Interview
21 Dec 2023, 13:32
Carolina Kyllmann

Preview 2024: Germany must incentivise flexible electricity consumption – consultancy

Photo: Wettengel/CLEW.

As Germany strives for a renewable-driven power sector, regulators should enable a more flexible electricity demand, says Nicolas Leicht, energy market expert at Aurora Energy Research. Incentives such as locational price signals, as well as the rollout of smart meters and the expansion of distribution grids, should gain priority in the new year, Leicht told Clean Energy Wire, but warned that the fallout of Germany's budget crisis would have a widespread impact on decarbonisation efforts in the power sector.

This interview is part of a series to preview the German and European energy and climate policy in 2024. Further interviews will be published in the coming weeks.  

 

Clean Energy Wire: The German Constitutional Court’s debt brake ruling threatens many of the carefully crafted compromises the government achieved in climate and energy policy over the past year. Where do you fear the budget reshuffling could hit climate and transformation spending, and why?

Nicolas Leicht. Photo: Aurora Energy Research.

Nicolas Leicht: While a solution to the budget crisis was announced on 13 December, the aftermath will remain painful, also for climate and energy policy. Starting from an industrial policy perspective, it seems that the reconstruction of the local solar industry will take a hit. Dependence on global supply chains and exposure to geopolitics will thus remain risks – and that considering strong reliance on solar buildout for decarbonisation. Speaking of decarbonisation: An early coal exit by 2030, crucial to bring down emissions in the power sector, is put to risk if further delays to the power plant strategy (Kraftwerksstrategie) occur. This is the government’s effort to incentivise newbuild gas and hydrogen power plants, and was another endeavour that was put on hold during the crisis. While the government’s proposal of three different tender schemes is far from perfect, it is a necessary start: a solution needs to be found soon, as planning and development times for new large gas assets are estimated at 4-6 years, leaving little wiggle room for further delays, also from a security of supply perspective.

The political year 2024 in Europe will be dominated by the European Parliament elections in June. Which climate and energy topics do you think should be made a priority before the election – and which ones will await the newly elected Parliament and Commission further down the road? 

A topic that has been prioritised is the EU power market reform. An agreement has been found just in time, not to be overshadowed by the run-up to the election. Some of the immediate reactions to the energy crisis on the EU level, like the price caps, have already created significant regulatory uncertainty, and an end to the reform debate is positive news. Now, policymakers in the member states need to urgently translate the union-level agreement into domestic law, and flesh out implications for the national power sectors. After the election, a key challenge for the new MEPs is to set the boundary conditions for renewables to be deployed at even higher speed. To meet the Fit-for-55 targets, the annual rate of installing solar and wind still needs to increase by one-third from the 60 GW that came online in 2022.

Which other topics and events in Germany and beyond do you generally think will – or should – shape the debate next year around the power market, and why?

The renewable-driven supply side of the power market is becoming more volatile, and the demand side cannot stick to business as usual. For consumers to become more flexible, regulation needs to present the right incentives, and adequate infrastructure is required. In Germany, section 2 of paragraph 19 of the Electricity Grid Charges Ordinance (StromNEV §19 (2)) offers generous reductions in grid fees for energy-intensive consumers that run baseload – a paragraph that clearly does not embrace the transition of the power sector. Also, Germany must finally take the smart meter rollout seriously, invest in its distribution grid, and set efficient locational price signals incentivising consumers to react. Only then can it leverage large flexibility potentials stemming from private households with increasing take-up of electric vehicles and heat pumps.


**WORK ORDER**
From the data below, return all lines holding the string "What".

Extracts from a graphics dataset
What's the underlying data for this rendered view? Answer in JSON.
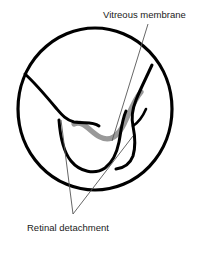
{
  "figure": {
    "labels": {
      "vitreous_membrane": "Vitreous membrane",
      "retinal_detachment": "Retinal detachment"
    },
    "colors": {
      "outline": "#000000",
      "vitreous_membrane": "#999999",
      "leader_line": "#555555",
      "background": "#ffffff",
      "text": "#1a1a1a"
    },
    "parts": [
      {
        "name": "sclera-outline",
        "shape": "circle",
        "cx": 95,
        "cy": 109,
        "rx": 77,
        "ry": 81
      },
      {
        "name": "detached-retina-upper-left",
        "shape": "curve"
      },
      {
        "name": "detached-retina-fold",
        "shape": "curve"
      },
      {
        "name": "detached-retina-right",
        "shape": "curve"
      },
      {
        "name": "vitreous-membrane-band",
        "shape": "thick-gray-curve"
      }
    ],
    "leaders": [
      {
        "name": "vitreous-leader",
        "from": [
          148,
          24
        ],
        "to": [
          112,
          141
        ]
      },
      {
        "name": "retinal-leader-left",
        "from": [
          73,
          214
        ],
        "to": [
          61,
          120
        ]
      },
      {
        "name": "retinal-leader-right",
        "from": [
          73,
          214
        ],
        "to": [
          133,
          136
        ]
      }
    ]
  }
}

...

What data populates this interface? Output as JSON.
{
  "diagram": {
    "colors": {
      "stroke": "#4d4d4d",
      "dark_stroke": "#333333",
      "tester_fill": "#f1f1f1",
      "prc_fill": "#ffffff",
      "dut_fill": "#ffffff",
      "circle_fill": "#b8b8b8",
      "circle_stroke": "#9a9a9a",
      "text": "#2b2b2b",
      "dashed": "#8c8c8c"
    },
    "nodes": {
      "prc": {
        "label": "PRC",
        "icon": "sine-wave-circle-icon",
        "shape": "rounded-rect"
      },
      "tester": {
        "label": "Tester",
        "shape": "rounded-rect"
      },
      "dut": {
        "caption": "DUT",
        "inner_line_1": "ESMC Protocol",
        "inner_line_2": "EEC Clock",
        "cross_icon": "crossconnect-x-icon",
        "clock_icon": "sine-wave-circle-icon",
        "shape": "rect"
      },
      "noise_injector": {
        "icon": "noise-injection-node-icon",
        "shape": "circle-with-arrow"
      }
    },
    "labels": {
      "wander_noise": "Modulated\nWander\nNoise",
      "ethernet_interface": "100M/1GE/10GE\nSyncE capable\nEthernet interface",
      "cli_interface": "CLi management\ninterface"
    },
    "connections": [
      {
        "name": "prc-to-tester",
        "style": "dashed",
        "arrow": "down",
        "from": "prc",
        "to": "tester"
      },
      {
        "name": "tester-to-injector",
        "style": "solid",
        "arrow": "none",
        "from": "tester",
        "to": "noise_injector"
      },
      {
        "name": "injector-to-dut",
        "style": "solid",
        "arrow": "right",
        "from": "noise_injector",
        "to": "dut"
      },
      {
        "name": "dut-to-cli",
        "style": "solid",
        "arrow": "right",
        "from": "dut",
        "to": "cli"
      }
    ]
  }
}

**EXPECTED ANSWER**
What's the underlying data for this rendered view? Answer in JSON.
What data populates this interface? Output as JSON.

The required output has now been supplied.